Starting the Discussion


Back to the Theaters--with a Difference: Who Framed Roger Rabbit?

Klein, pp. 200-205

  1. Most of Klein's chapter focuses on the ways in which Roger Rabbit uses both US history and cartoon history to construct a nostalgic experience for its viewers. In what sense was "something vital at stake in 1947--a matter of life and death"?
  2. What's the metaphoric significance of dip, both in terms of post-war America and in terms of the cartoon industry?
  3. What contrasts is Klein able to find between history according to the movie and history according to the historians in the immediate post-war period in Los Angeles (and other major US cities)?
  4. "No commercial film I know records as clearly the way cartoons died (and why they remain important as part of our collective cultural memory)," Klein concludes. Have cartoons really died--and why might they remain important in cultural memory?
  5. As you watch the film, try to jot down a couple of instances in which the animators are evoking episodes and motifs from classic cartoons/
  6. Klein sees the animation in Roger Rabbit as more modern than classic in style. Based on your viewing, is he right?
  7. The basic shape of the movie is determined not only by the references to 30s and 40s animation, but also by the characteristic lighting and style of the live action film noir movies made during the 40s and early 50s. What impact does it have to juxtapose the anarchic world of the Toons with the dark vision of the world embodied by Eddy Valiant?
  8. Critics of the film have split over the effectiveness of the toon/coon parallel so clearly indicated in the film's references to Toons as a race apart, living in a technicolor ghetto. Was there a cultural critique here or is this element just a scattershot approach to meaning in the film?
  9. This movie was shot in approximately a year, but it then took a staff of 320 animators another year (and over two million drawings) to achieve the depth, solidity and realistic interaction between cartoon and live actors we see in the completed film. Over one thousand composited shots were needed. Some people find the technical mastery simply dazzling; others see it as a technological achievement without a heart. What do you think?
  10. One recurring theme in the film is the importance of laughter. How does that play out?
  11. How does the pun on "framed" in the title work for you?
  12. According to the director, Robert Zemeckis, Roger has "a Disney body, a Warner's head, and a Tex Avery attitude." Explain.
  13. Critic Jonathan Rosenbaum, in a 1988 review of the film, observes, "What this movie shares with the other Spielberg/Lucas blockbusters of the Reagan era, for better and for worse, is an inability to view history as anything other than a reflection of film history (rather than the other way around)--which is as succinct an expression of the Reagan legacy as I can think of." You've seen a lot of Spielberg and Lucas films, I'm sure. Is this a fair criticism?
  14. Writing in the early 1960s, animator Peter Burness commented, "In the American cartoon, death, human defeat, is never presented without being followed by resurrection, transfiguration. A cartoon character can very well be crushed and turned into a plate by a steam roller . . . but he arises immediately, intact, and full of life in the next shot. So it seems evident to me that the American cartoon, rather than glorifying death, is a permanent illustration of the theme of rebirth." This statement seems to me to sum up very well the contradictions in the classic animation produced in the US for theatrical release. As we look back not just at Roger Rabbit, but also at the cartoons it memoralizes, I'd like you to reflect on Burness's observation.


§ What this task involves
Copy every line below where the string "will" is found.
*** Records shown ***
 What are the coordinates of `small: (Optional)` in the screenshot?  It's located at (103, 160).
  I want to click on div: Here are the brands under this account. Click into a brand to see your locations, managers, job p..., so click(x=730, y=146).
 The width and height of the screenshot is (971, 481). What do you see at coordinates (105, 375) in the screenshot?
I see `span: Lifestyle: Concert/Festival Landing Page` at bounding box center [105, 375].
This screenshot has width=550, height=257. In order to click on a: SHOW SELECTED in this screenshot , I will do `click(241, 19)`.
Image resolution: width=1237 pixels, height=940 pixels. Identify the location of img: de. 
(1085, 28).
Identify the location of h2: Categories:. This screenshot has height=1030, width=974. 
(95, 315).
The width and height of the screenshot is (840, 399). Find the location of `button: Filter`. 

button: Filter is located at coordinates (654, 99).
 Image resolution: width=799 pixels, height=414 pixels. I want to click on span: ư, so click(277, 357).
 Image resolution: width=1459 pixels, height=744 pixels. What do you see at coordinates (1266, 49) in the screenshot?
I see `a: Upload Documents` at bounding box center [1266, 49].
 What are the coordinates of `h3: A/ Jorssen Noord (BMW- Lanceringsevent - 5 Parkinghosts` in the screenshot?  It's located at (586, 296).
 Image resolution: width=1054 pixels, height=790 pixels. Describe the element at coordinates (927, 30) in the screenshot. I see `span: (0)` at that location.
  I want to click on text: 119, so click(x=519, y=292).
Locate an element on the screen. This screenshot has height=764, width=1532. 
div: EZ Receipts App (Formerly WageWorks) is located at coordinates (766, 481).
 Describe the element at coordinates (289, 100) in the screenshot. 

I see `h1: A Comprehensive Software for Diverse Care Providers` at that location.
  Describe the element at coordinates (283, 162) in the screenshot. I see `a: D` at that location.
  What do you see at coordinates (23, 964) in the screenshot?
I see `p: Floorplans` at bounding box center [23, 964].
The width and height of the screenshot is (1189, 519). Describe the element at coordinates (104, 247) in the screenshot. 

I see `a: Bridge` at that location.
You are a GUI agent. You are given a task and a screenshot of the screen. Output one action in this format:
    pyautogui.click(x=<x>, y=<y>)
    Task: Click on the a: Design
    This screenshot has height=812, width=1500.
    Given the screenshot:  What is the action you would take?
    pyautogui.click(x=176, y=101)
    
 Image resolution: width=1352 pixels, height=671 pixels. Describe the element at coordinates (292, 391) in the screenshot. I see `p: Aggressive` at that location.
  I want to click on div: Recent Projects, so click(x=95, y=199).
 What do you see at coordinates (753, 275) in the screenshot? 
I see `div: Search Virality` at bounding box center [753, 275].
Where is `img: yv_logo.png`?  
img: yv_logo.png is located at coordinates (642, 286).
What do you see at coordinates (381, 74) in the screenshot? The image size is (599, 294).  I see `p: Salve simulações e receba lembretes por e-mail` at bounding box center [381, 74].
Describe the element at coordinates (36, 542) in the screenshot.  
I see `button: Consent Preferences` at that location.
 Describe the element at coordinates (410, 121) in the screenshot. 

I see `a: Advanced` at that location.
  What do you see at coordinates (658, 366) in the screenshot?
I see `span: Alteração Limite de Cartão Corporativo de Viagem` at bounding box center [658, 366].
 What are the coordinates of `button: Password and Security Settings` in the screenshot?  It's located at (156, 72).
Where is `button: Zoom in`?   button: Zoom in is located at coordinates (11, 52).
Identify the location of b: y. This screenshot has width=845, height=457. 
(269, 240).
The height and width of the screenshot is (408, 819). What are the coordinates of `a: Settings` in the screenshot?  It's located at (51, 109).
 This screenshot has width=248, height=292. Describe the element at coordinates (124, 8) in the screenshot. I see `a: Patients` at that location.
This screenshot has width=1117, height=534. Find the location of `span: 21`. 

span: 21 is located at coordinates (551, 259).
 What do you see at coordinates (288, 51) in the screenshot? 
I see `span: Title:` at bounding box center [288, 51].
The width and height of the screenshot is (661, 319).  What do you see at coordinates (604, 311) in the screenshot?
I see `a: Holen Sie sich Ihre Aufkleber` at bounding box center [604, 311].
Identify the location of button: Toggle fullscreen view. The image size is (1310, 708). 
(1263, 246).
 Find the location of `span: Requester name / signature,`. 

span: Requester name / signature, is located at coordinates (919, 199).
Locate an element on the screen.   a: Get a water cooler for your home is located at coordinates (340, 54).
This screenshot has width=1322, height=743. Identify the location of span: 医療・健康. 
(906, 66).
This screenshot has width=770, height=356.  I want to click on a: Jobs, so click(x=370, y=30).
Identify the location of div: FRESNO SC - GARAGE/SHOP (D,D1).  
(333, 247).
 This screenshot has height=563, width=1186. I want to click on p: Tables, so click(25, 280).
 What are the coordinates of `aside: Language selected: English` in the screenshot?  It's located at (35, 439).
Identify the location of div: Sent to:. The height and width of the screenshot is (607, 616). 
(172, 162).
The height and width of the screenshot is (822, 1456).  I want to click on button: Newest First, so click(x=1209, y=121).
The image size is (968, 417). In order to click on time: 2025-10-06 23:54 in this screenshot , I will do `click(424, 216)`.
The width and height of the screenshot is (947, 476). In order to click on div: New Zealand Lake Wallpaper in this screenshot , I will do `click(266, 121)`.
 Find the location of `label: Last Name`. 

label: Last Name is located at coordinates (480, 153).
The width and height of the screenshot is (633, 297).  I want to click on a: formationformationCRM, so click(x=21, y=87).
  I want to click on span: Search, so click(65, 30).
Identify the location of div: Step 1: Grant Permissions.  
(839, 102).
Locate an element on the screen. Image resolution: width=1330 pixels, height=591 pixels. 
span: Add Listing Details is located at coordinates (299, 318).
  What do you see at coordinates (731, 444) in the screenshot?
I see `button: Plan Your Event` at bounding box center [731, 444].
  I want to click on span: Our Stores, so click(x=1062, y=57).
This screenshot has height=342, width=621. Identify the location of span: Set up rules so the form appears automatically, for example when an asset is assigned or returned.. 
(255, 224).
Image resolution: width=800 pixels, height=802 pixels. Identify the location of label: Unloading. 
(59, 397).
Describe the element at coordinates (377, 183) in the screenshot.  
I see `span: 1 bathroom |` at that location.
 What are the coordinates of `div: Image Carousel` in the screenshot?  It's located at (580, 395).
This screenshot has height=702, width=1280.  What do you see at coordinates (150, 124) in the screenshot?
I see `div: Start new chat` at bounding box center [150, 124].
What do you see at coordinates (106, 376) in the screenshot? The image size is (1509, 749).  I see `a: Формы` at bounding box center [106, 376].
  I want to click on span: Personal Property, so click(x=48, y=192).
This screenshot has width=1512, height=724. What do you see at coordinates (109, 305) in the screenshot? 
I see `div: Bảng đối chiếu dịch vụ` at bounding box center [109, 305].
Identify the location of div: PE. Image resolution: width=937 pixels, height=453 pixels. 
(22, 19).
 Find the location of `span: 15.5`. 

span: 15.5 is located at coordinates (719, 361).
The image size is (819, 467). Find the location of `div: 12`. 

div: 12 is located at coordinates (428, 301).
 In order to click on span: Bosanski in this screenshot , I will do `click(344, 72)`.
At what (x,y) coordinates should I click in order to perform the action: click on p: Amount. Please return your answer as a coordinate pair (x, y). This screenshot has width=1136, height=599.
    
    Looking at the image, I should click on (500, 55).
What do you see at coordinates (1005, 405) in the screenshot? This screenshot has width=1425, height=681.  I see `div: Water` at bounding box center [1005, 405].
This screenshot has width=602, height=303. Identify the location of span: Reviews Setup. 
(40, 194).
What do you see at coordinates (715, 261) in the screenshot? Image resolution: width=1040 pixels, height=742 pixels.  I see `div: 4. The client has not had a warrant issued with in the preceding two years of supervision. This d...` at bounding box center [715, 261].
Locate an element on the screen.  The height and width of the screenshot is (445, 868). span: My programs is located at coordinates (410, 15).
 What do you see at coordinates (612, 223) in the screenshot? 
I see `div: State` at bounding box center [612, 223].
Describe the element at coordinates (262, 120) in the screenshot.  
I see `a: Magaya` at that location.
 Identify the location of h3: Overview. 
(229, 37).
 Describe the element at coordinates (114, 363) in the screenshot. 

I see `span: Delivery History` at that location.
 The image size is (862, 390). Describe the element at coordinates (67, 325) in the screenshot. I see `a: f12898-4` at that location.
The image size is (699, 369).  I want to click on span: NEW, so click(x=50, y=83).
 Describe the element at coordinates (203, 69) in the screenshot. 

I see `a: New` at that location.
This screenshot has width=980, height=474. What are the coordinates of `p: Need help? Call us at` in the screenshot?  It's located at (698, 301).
*** End of Records shown ***
§ Completed exercise
This screenshot has width=550, height=257. In order to click on a: SHOW SELECTED in this screenshot , I will do `click(241, 19)`.
The image size is (968, 417). In order to click on time: 2025-10-06 23:54 in this screenshot , I will do `click(424, 216)`.
The width and height of the screenshot is (947, 476). In order to click on div: New Zealand Lake Wallpaper in this screenshot , I will do `click(266, 121)`.
 In order to click on span: Bosanski in this screenshot , I will do `click(344, 72)`.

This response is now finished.